“How far along are you in nursing school?” I ask, my voice softer now.
“Halfway through.” Pride flickers across her face before dimming. “I work nights at the hospital cafeteria. It’s not enough for tuition, but…”
“It’s better than stripping,” I mumble, repeating what she said before.
It’s honest work. Not selling her body to a tech bro and his supermodel wife. Not renting her womb to a man like Stefan Safonov.
A phone chimes, slicing through the tension. Katelyn glances at the screen, and for a moment, her composed facade cracks. “Fuck. Guess my little brother told Mom where I was headed. She doesn’t think I’ll follow through with this, either.”
My chest constricts. I thought I was looking at a mirror earlier, in the lobby at Safonov Holdings. But looking at Katelyn here is like gazing into a mirror of a whole different variety. This onedoesn’t reflect my face—it reflects my soul, my sins, all the wrong turns that brought me here.

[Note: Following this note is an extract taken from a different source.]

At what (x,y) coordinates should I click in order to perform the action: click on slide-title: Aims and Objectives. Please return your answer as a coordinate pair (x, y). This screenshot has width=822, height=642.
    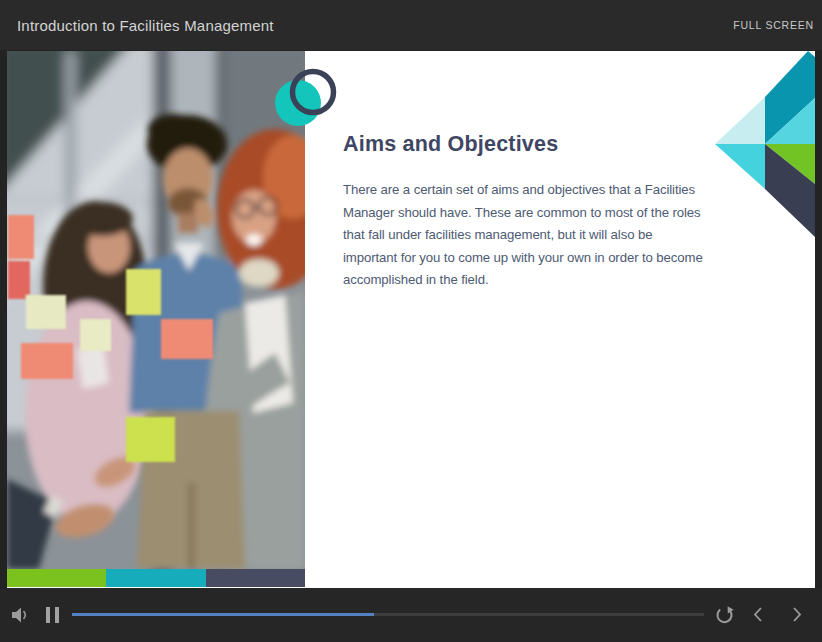
    Looking at the image, I should click on (450, 144).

Even the turns I thought were right have done me nothing but harm. Mom smiled when I became valedictorian, yeah, but was that worth the disappointed downward slant of her lips when Walsh stole everything and left me to die?
And now that she’s back toI love yous,does it actually feel good? Or is it tinged with bitterness because I know that it’s only the bits of aura I’ve stolen from Stefan that are making her happy?

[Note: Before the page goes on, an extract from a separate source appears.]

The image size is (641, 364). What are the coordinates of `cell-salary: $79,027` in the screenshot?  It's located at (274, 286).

She’s not proud of me—she’s proud because a powerful man noticed me.
It sure as hell doesn’t feel like love.
In fact, I know it’s not. I’ve spent my entire life contorting myself to earn love that should have been unconditional. I know better than anyone how worthless of a prize that love is.
And yet here I am, ready to do it again—placing my future, my body, my clinic in Stefan Safonov’s hands. Trading everything I’ve worked for to please a mother who will never be satisfied.

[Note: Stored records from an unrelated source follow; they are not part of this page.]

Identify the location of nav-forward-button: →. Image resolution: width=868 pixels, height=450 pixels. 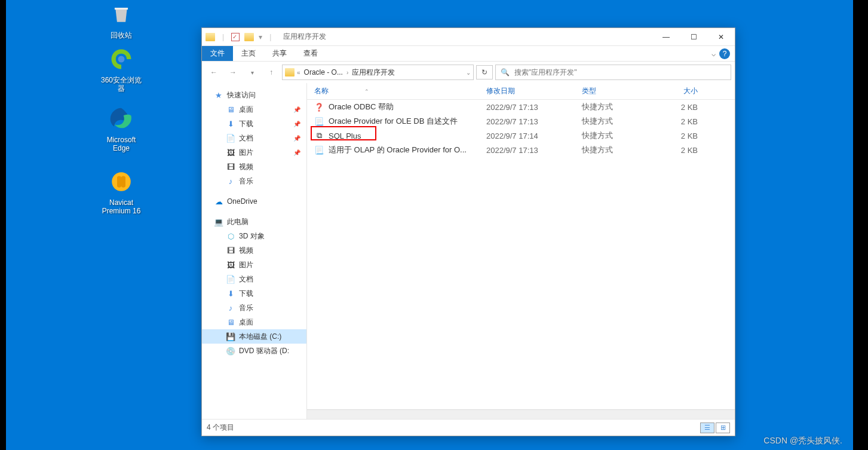
(233, 72).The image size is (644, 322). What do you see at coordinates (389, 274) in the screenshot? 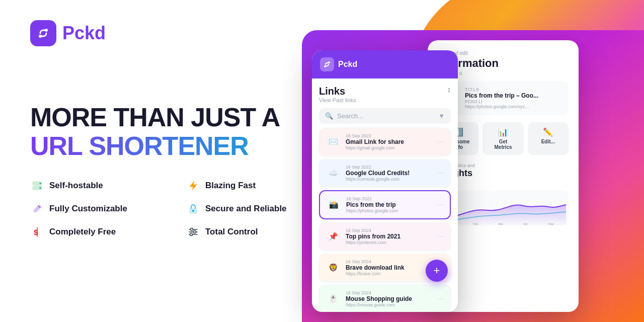
I see `link-url-5: https://brave.com` at bounding box center [389, 274].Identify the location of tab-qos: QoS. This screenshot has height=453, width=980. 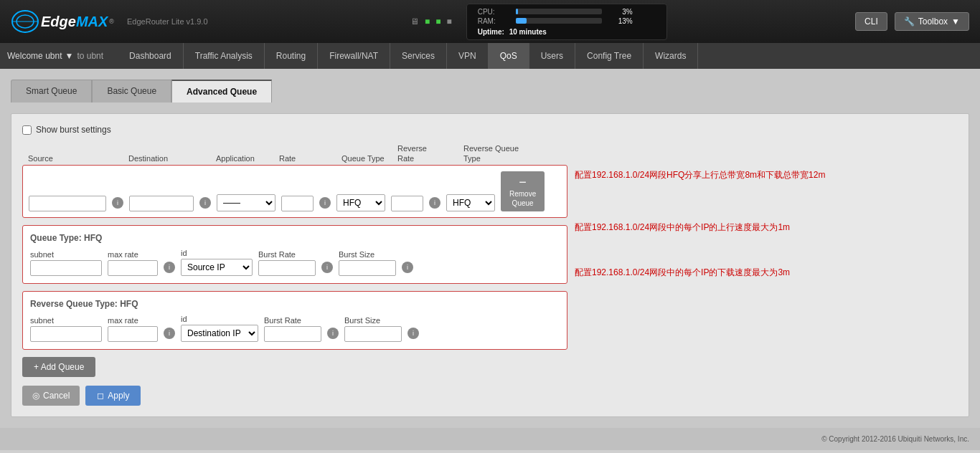
(509, 56).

Worse—I considered, for a single fucking second, offering the bright-eyed young girl in front of me up to the same twisted cycle.
I’m suddenly itchy all over. My skin feels too tight, too hot. I’m not saving my clinic by accepting Stefan’s offer—I’m betraying everything it represents. Every woman who’s trusted me to help her create life on her own terms.
I reach for Katelyn’s application on my desk. The paper makes a satisfying sound as I tear it in half, then quarters.
“Wait!” Her eyes go huge. “But I need?—”
“Don’t. Just don’t, okay?” The pieces flutter into the trash like the world’s saddest confetti. “Keep working at the hospital. Find another job. Do what you have to do, but go finish nursing school. Don’t do this.”
Katelyn stares at me like I’ve grown a second head. Maybe I have. “But the money?—”
“There are scholarships. Grants. I can help you apply. But this? This isn’t the answer.”
“My mom?—”
“—will never be satisfied.” I finish for her. “Trust me.”
Except she shouldn’t trust me. Not after what I almost did—what Idid. I laid out women in front of Stefan Safonov like it was an all-you-could-eat buffet. And then I offered him myself.
Well, I haven’t actually gone through with that last part just yet. He never answered my text. I didn’t see him this morning.
The only proof is that stupid cup I gave to his receptionist. I glance down at my phone. That was only ten minutes ago, but God, so much has already changed.
So what if I…?
I stand up, my chair rolling back against the wall. “I have to go. You have to— We both need to leave.”
Katelyn slinks out in stunned silence. I make a note to send her a link to some nursing scholarships later.
But right now, I have somewhere to be.
The drive back to Stefan’s office takes forever. Every other driver on the road seems determined to slow me down. I find myself stuck in a jam right at the foot of Dr. Walsh’s new billboard, as fate would have it.
Her face looms over the interstate, beaming, so trustworthy, so wise, so easy to put your faith in.Every family begins with a choice,Billboard Walsh is saying.The slogan glows against the morning sky, as pristine and hollow as a cleaned-out bank account.